The foregoing considerations account for the curious contrasts and apparent anomalies which Mr. Goschen and others have noticed when comparing the collapse of our foreign trade with the simultaneous prosperity of our home trade. In 1883 our total foreign trade (Imports and Exports) was £731,041,000. In 1884 that foreign trade suddenly fell to £685,147,000—a diminution in the course of a few months of no less than £45,894,000! Such a drop as this from one year to another never before occurred in the history of British commerce. Even in 1878, a year of universally great commercial and agricultural prostration, our Imports and Exports only exhibited a decrease from the preceding year 1877, of 35 millions, viz., from £646,000,000 to £611,000,000. In proportion, then, we might have expected that the prosperity of the country would have received a far ruder check in 1884 than it did in 1878. But such has not been the case. On the contrary, the Income Tax returns show that the profits, both from trade and from agriculture, had increased, the increase being greater, as a percentage, on small than on large incomes. The savings of the people have continued to accumulate; pauperism has declined, and the consuming power of the country has been as great as ever except in the article of alcoholic liquors; and who is there that will repine at that exception? Labour, save in the few and partial page 20 instances that we have pointed out, has been in better demand and has obtained, on the whole, better remuneration than before, while the retail traders of the country have enjoyed special prosperity. When have the masses, the labour-sellers, the pith and marrow of the nation, been so well off? The improvement in their diet, their dress, their education, their habits, their tastes, and their self-respect, must deeply impress those who remember the condition of the same classes some thirty, forty, or fifty years ago.

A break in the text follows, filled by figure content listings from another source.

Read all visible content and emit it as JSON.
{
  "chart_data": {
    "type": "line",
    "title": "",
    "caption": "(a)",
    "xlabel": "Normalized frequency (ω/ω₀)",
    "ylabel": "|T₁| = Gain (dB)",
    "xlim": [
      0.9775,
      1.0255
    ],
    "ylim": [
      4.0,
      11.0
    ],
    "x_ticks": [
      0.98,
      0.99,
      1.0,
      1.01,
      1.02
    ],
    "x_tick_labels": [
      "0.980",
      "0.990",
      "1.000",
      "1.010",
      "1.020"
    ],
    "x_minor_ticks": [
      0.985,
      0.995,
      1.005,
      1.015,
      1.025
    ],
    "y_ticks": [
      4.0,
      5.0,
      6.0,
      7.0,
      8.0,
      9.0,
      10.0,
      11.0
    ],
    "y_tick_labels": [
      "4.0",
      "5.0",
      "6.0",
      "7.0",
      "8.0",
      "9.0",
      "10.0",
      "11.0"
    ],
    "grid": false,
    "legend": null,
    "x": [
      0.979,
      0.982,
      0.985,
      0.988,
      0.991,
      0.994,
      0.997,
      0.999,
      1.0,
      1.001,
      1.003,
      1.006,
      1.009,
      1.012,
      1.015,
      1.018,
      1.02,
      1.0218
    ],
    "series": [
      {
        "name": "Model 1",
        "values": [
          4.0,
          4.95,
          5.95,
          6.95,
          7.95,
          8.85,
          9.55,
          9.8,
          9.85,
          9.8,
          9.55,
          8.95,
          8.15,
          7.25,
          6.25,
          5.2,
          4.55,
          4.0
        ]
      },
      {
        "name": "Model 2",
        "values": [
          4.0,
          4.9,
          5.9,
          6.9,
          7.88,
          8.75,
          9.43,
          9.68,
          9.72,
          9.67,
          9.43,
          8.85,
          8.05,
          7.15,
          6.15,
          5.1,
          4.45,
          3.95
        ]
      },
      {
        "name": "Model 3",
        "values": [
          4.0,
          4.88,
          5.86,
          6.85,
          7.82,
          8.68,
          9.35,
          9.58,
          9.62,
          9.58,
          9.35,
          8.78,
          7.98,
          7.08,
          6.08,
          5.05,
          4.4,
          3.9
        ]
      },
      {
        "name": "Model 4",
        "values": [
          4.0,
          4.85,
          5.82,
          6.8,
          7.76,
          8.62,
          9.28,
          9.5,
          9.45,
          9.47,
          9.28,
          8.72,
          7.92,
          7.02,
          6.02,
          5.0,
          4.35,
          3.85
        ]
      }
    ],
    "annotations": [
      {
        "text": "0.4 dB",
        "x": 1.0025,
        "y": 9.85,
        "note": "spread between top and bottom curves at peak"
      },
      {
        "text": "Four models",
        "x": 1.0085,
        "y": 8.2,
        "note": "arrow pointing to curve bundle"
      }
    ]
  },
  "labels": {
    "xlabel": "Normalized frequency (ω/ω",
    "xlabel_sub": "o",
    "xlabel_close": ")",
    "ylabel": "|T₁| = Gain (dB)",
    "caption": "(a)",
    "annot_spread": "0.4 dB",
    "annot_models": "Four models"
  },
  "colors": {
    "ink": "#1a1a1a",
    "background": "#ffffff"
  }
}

At first sight it appears difficult to reconcile this general well-being with the fact that its existence was simultaneous with an enormous falling-off in our foreign trade between the years 1883 and 1884. But further reflection shows us that the good harvest of 1884, as it was the direct and chief cause of our diminished foreign trade, so it also was the redeeming circumstance which counteracted the injurious effects of that diminution. Indeed, it not only cured the wound it made, but it also infused fresh strength and vigour into the social frame. True that some few suffered, but, through the impulse given to the home trade, its beneficial effects were widely diffused among the less affluent and more numerous classes of the country.